There are a variety of reasons for the recent stock market bubble. One common explanation is that once the property market started cooling in 2013, investors and speculators moved their money out of property and into the stock market. Indeed, with 40% of bank loans secured with property as collateral, it is very likely that property is being used as collateral to acquire loans for investing in the stock market.
However, the above is perhaps an oversimplified explanation of the Chinese stock market bubble. In the face of a slowing economy and increasing debt, it is more likely that the government made a concerted effort to boost the stock market to help heavily indebted SOEs acquire new capital to pay off outstanding loans. As Derek Scissors, an economist at the American Enterprise Institute suggests, the Chinese government thought “Hey, why not address our huge problems by replacing debt with equity?”.
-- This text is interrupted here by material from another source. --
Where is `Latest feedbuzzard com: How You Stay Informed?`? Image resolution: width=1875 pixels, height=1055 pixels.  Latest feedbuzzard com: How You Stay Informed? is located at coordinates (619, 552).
In order to funnel more money into the stock market and increase prices, the government has reduced the reserve ratio of banks 4 times and lowered interest rates 5 times in the last year. It has also invoked more lax standards for margin lending, allowed pension funds to invest 30% of their assets in equities, and forced a number of SOEs to purchase stocks whilst preventing them from selling any.
While the Chinese stock market has taken a massive dive since June, it is important to note that equities still play a very small role in the Chinese economy, and are far less influential than in Western markets. Also, as Deloitte notes: “…though the market has plunged since June, it is only back to March levels. Anyone who invested in Chinese equities a year ago would have more than doubled their money.”
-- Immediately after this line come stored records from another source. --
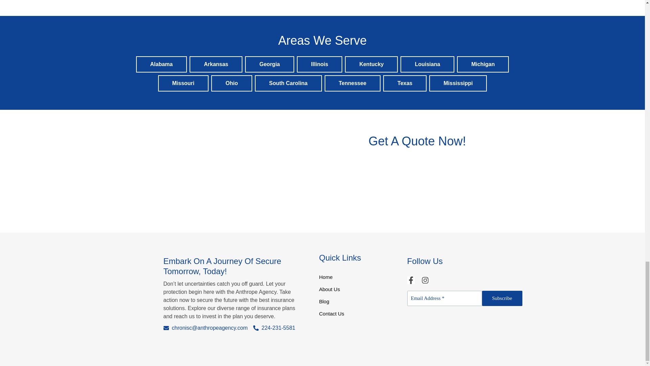  What do you see at coordinates (183, 83) in the screenshot?
I see `Missouri` at bounding box center [183, 83].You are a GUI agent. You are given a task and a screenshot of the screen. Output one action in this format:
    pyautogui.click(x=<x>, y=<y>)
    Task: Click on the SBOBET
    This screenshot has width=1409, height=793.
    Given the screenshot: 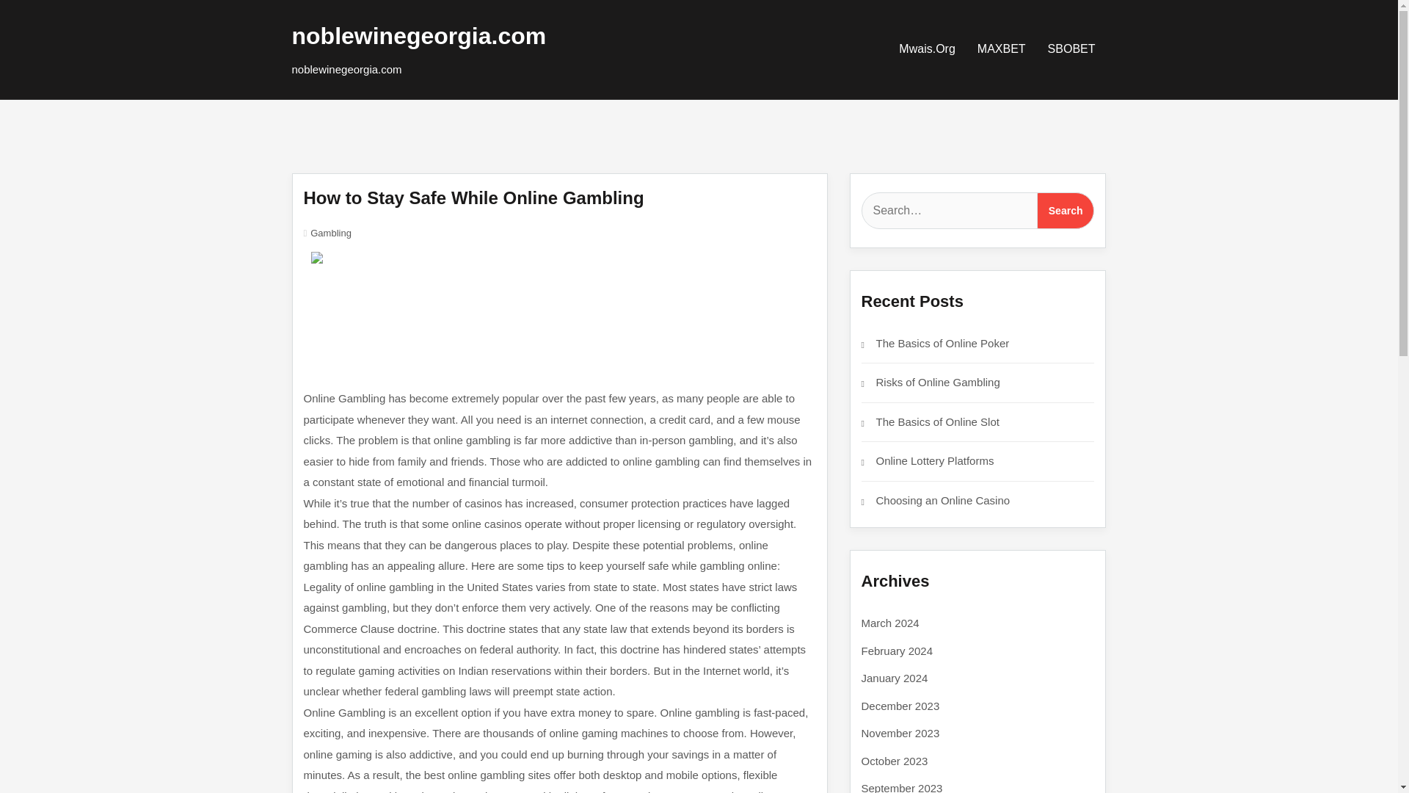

This is not to say that all is well with the Chinese economy, however, it does suggest caution is warranted when panicking specifically about the recent Chinese stock market plunge. A much greater cause for concern is the huge build-up of Chinese debt and how it used – for which the stock market bubble is more likely a corollary.
Conclusion
To fully understand what is happening in China it is necessary to look at how banks create new money and how this new money is used. Local government agencies and SOEs are primarily assessed on their ability to generate economic growth. This incentive structure has prompted SOEs and local governments to borrow increasing amounts of money from banks in order to hit short-term growth targets. Accordingly, “…incentives are more aligned with investing heavily than they are with investing productively, leading to overinvestment and over indebtedness”. Lower interest rates and reserve ratios, combined with the moral hazard generated by an unspoken guarantee of banks to provide loans, stand behind this misaligned incentive structure.
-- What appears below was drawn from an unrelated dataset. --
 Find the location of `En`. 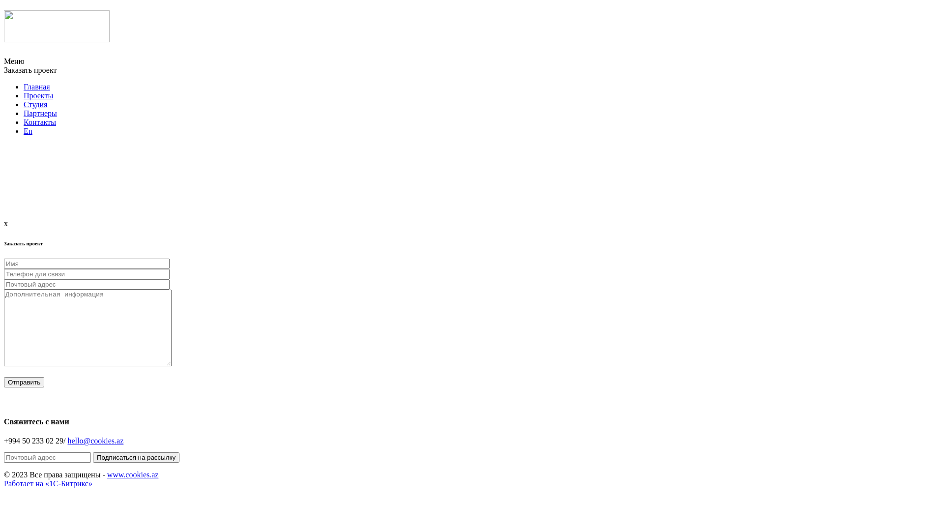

The recent stock market bubble seems more like a symptom of the increasing mountain of debt used to prop up Chinese growth, rather than the cause of any breakdown in the real economy. More likely, it is the vast amount of debt used unproductively that will be the cause for concern moving forwards. China is clearly going to need to strike a delicate balance between maintaining growth, relying less on exports, and reducing its dependence on debt.